When should you add a State Machine?

  • It's essential to understand what a State Machine is first. A finite-state machine is a mathematical model of computation. You will only have one State at any given time.
  • First, you would define your States and then integrate events.
  • You always want to think like a finite-state machine when building a new component.
    • Once you start thinking in those terms, you start writing your code differently. An example of this is Boolean props (having a button with three different color props).

Is our application a State Machine?

  • Yes. For example, you can turn a reducer pattern into a State Machine by adding a second reducer.
  • State Machines do a great job connecting how designers and developers work/think.
  • Designers are always thinking of State.
    • If you get a component mockup, you'll get a design with all the different State.
    • They are writing a State Machine in a visual format.

What was your favorite Component in Reach UI that was a challenge building?

  • The Listbox component was the most challenging; a Listbox presents a list of selectable options in a popover, which is toggled on or off by a button.
  • Visually and behaviorally, it is similar to @reach/menu-button except that ListboxOption components hold a value.
  • In this sense, they are more directly comparable to HTML select elements.

Listbox

  • (A bad example of this is Ant Design)https://ant.design/components/select/
    • When you open, you can't select on mouseDown. Unlike with the native select - Web/HTML/Element/select
    • People don't use native features due to ascetics preferences and the ability to add functionality.
  • Notes: you should always try to use the native elements.

React UI and XState

  • Reading the Reach UI source code is an excellent source of learning material.
  • Reach UI contains @xstate/fsm, a miniature version of XState.
  • Before XState, Ryan wrote his own Transition:
// https://github.com/reach/reach-ui/blob/a376daec462ccb53d33f4471306dff35383a03a5/packages/tooltip/src/index.tsx

/**
 * Finds the next state from the current state + action.

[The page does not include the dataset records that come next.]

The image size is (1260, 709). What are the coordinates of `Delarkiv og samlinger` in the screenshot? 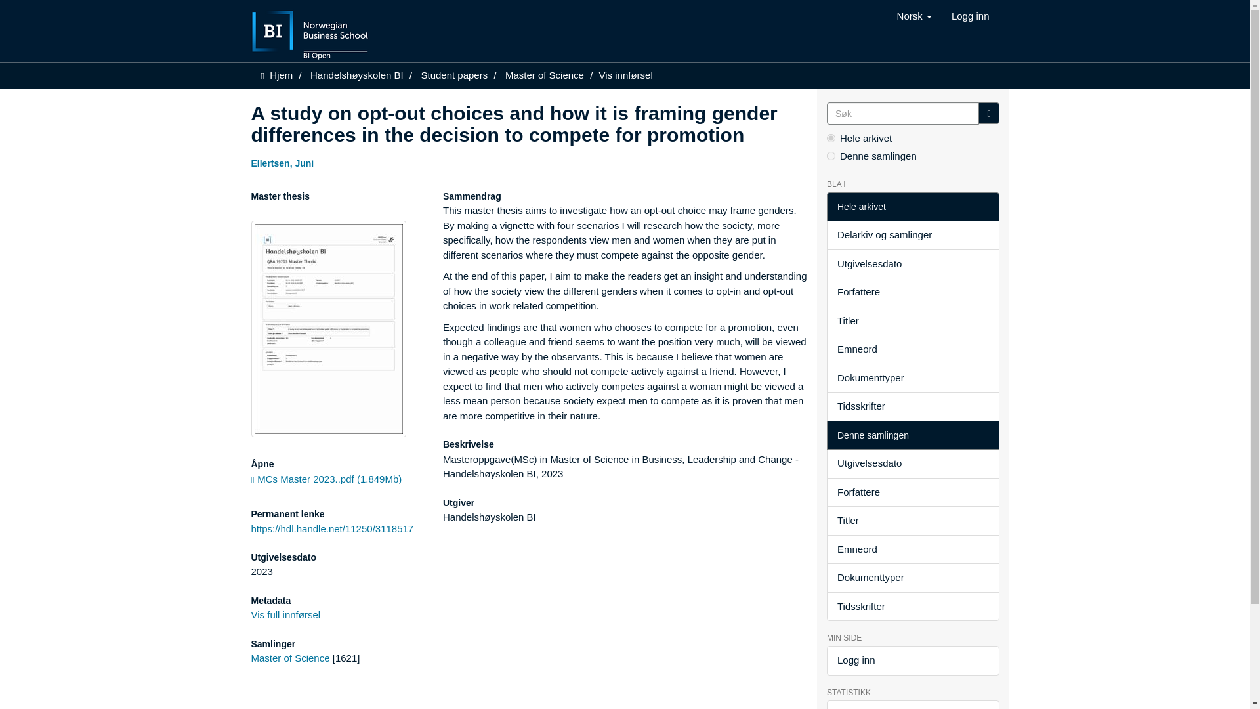 It's located at (912, 235).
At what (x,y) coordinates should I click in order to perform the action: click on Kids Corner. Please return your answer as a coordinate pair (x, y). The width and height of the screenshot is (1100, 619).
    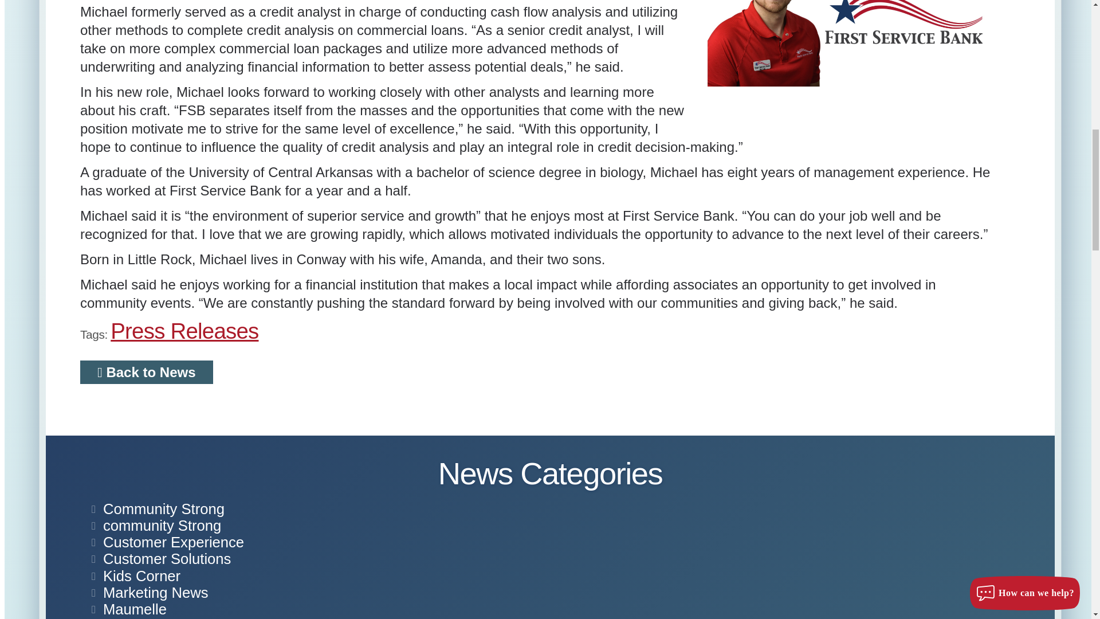
    Looking at the image, I should click on (142, 575).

If the chart doesn't
 * describe that transition, it will throw.
 *
 * It also manages lifecycles of the machine, (enter/leave hooks on the state
 * chart)
 *
 * @param event
 * @param payload
 */
const transition: Transition = (event, payload) => {
  let stateDef = chart.states[state];
  let nextState = stateDef && stateDef.on && stateDef.on[event];

  // Really useful for debugging
  // console.log({ event, state, nextState, contextId: context.id });
  // !nextState && console.log('no transition taken')

  if (!nextState) {
    return;
  }

  if (stateDef && stateDef.leave) {
    stateDef.leave();
  }

  if (payload) {
    context = payload;
  }

  let nextDef = chart.states[nextState];
  if (nextDef && nextDef.enter) {
    nextDef.enter();
  }

  state = nextState;
  notify();
};
  • This component also contained a StateChart, which takes the main ideas of a State Machine to handle several events.
// https://github.com/reach/reach-ui/blob/a376daec462ccb53d33f4471306dff35383a03a5/packages/tooltip/src/index.tsx

const chart: StateChart = {
  initial: IDLE,
  states: {
    [IDLE]: {
      enter: clearContextId,
      on: {
        [MOUSE_ENTER]: FOCUSED,
        [FOCUS]: VISIBLE,
      },
    },
    [FOCUSED]: {
      enter: startRestTimer,
      leave: clearRestTimer,
      on: {
        [MOUSE_MOVE]: FOCUSED,
        [MOUSE_LEAVE]: IDLE,
        [MOUSE_DOWN]: DISMISSED,
        [BLUR]: IDLE,
        [REST]: VISIBLE,
      },
    },
    
	
...
  • At the end of the day, Reach UI has a great user experience because it's designed from a component standpoint.

Research of Git History

  • Chance went back through the Reach UI git history to analyze and understand in-depth how each component has evolved over time. Then he re-engineered a new component following the Reach UI style.